Check Keycloak's server logs at INFO level first; they include the full SAML assertion and OIDC token response, which pinpoints the exact failure.

Harden the configuration

Once logins work correctly, tighten your setup. Disable the "Trust Email" option on every external IdP unless you fully control that provider, because enabling it lets unverified emails bypass your email confirmation flow. Also set token expiration on each IdP connection to match your session timeout policy.

keycloak identity brokering infographic

Quick recap

You now have a complete path for setting up keycloak identity brokering with both OIDC and SAML providers. You prepared your realm and redirect URIs, added external providers, configured first login flows and attribute mappers, and tested and hardened each connection.

The most important takeaway is to register your redirect URIs correctly before anything else, and to plan your first login flow behavior before real users hit it in production.
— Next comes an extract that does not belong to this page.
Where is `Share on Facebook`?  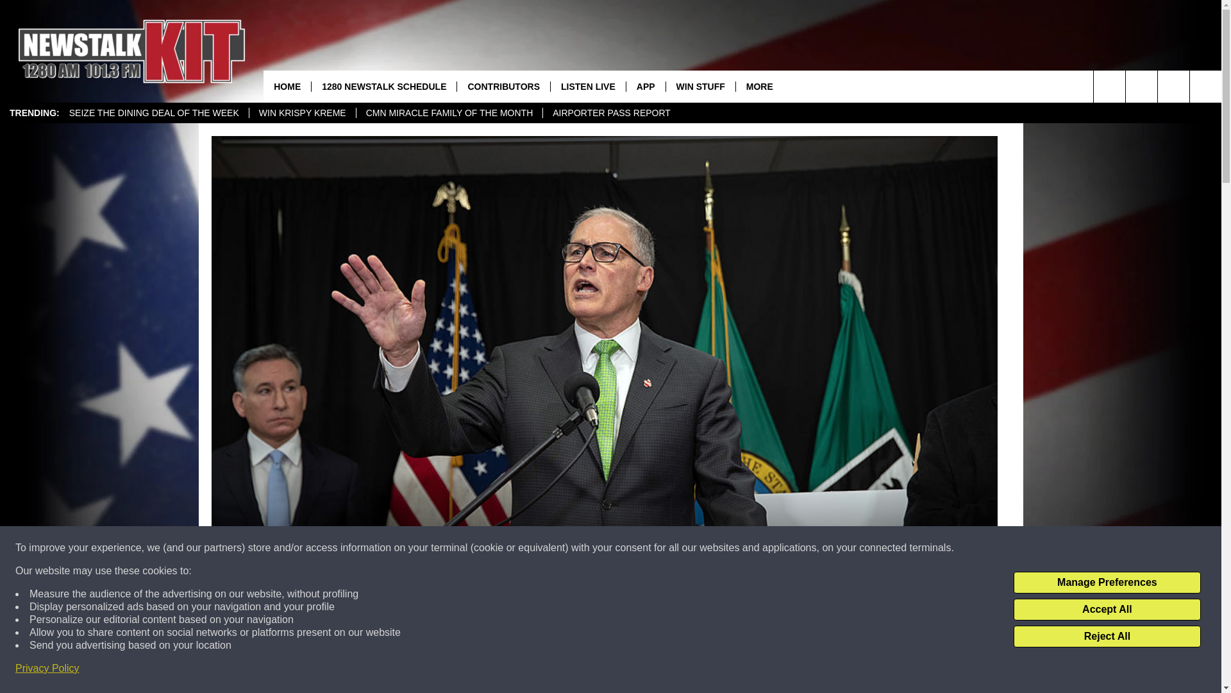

Every step in this guide builds on the one before it, so skipping ahead tends to create silent failures that are hard to trace back to their root cause.

If your team works in healthcare and needs secure identity federation built directly into EPIC EHR integrations without writing the underlying infrastructure yourself, see how VectorCare handles SMART on FHIR app deployment. The same authentication rigor covered here applies at every layer of those integrations.